There hasn’t been much of the eye poking and political point-scoring that have become synonymous with this period.

It appears Covid-19 has made all stakeholders, unions and political parties to avoid using matriculants and matric exams as some sort of bargaining tool that can be used to score political points.

The Democratic Alliance (DA) had earlier expressed some discomfort with the fact that some learners who are eligible to vote would not be able to do so if the exams took place on the same day as the local government election on November 1.

It is not clear how much of a constituency the DA boasts among high school learners. But they appeared prepared to take up this matter in their usual combative style.

However, this particular hoo-hah has been easily deflated.

President Cyril Ramaphosa has declared November 1 a public holiday.

Furthermore, the Department of Basic Education has brought forward exams that were scheduled for that particular day.

The DA has no bone to chew with anyone on this now.

The country’s main opposition party has also called for all to take precautions on covid-19 prevention going into the exams.

The SA Democratic Union (SADTU), which has a history of using such moments to test its power by threatening industrial action and all manner of labour action, has also added a positive voice.

The union noted the importance of the exams in the lives of the learners and commended the 2021 class for doing their best to prepare for these exams by attending extra-classes to compensate for the time lost due to disturbances caused by COVID 19 pandemic.

Critically, the union noted that many of the learners had to work harder to cover the Grade 11 work which they could not complete in 2020 due to the academic year disrupted by covid-19.

The union has also urged learners eligible for vaccination to take up the offer.

The reality of covid-19 however remains ever present and the Department has warned that candidates that demonstrate COVID-19 symptoms as well as candidates that test positive will be allowed to write their examination at special isolation venues that have been arranged.

It appears that lessons from last year, when there was a lot of fear, uncertainty and a level of stigmatisation, have been learnt.

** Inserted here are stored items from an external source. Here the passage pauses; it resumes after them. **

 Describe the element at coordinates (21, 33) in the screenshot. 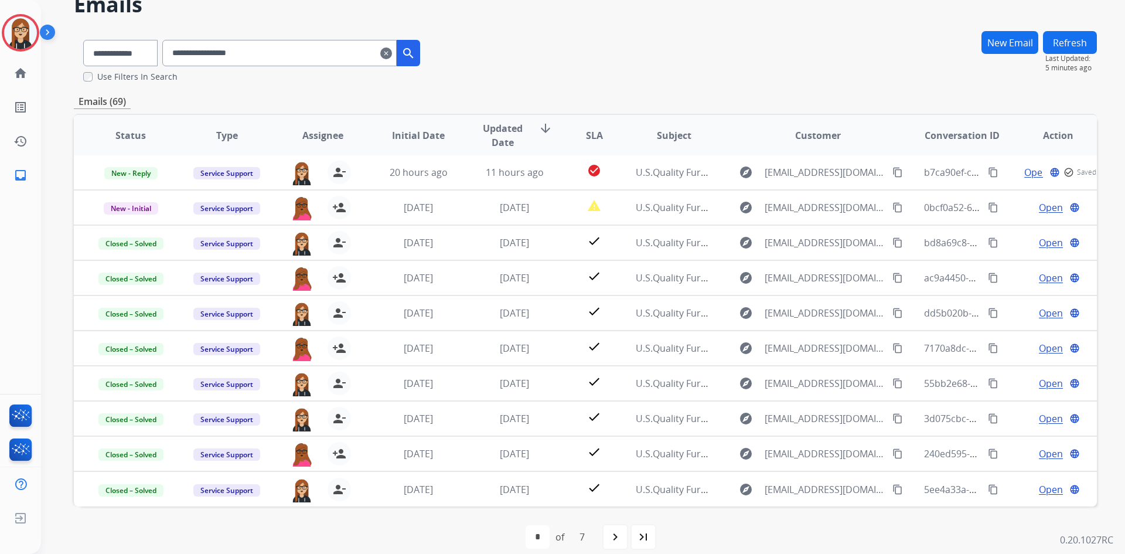

I see `img: avatar` at that location.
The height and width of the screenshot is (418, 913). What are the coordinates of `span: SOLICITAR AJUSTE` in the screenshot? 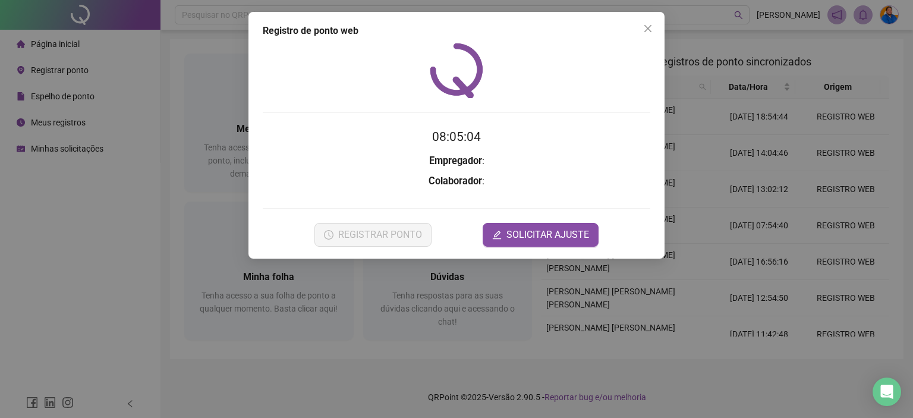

The department has announced that to accommodate the negative effects of Covid19, measures such as the provision of supplementary material, vacation classes, after-school programmes, teacher content training and placement of volunteer teachers were implemented this year.

It further noted that the education sector at large placed strong emphasis on the areas of psycho-social support for learners and teachers, curriculum coverage monitoring, extra school based tuition such as morning or afternoon and weekend classes, ICT utilisation in the form of television, radio, online and web-based platforms, peer-led study groups and the provision of additional LTSM.

The World Health Organisation (WHO) has advised that whether a child should go to school depends on their health condition, the current transmission of COVID-19 within their community, and the protective measures the school and community have in place to reduce the risk of COVID-19 transmission.

With some dissenting voices calling for resistance against Covid-19 vaccination, perhaps this should serve as a wakeup call that vaccination is not just an act that serves the interests of an individual, but those of society at large, including school children who are meant to sit for an exam.

After all, life, regardless of what happens, goes on.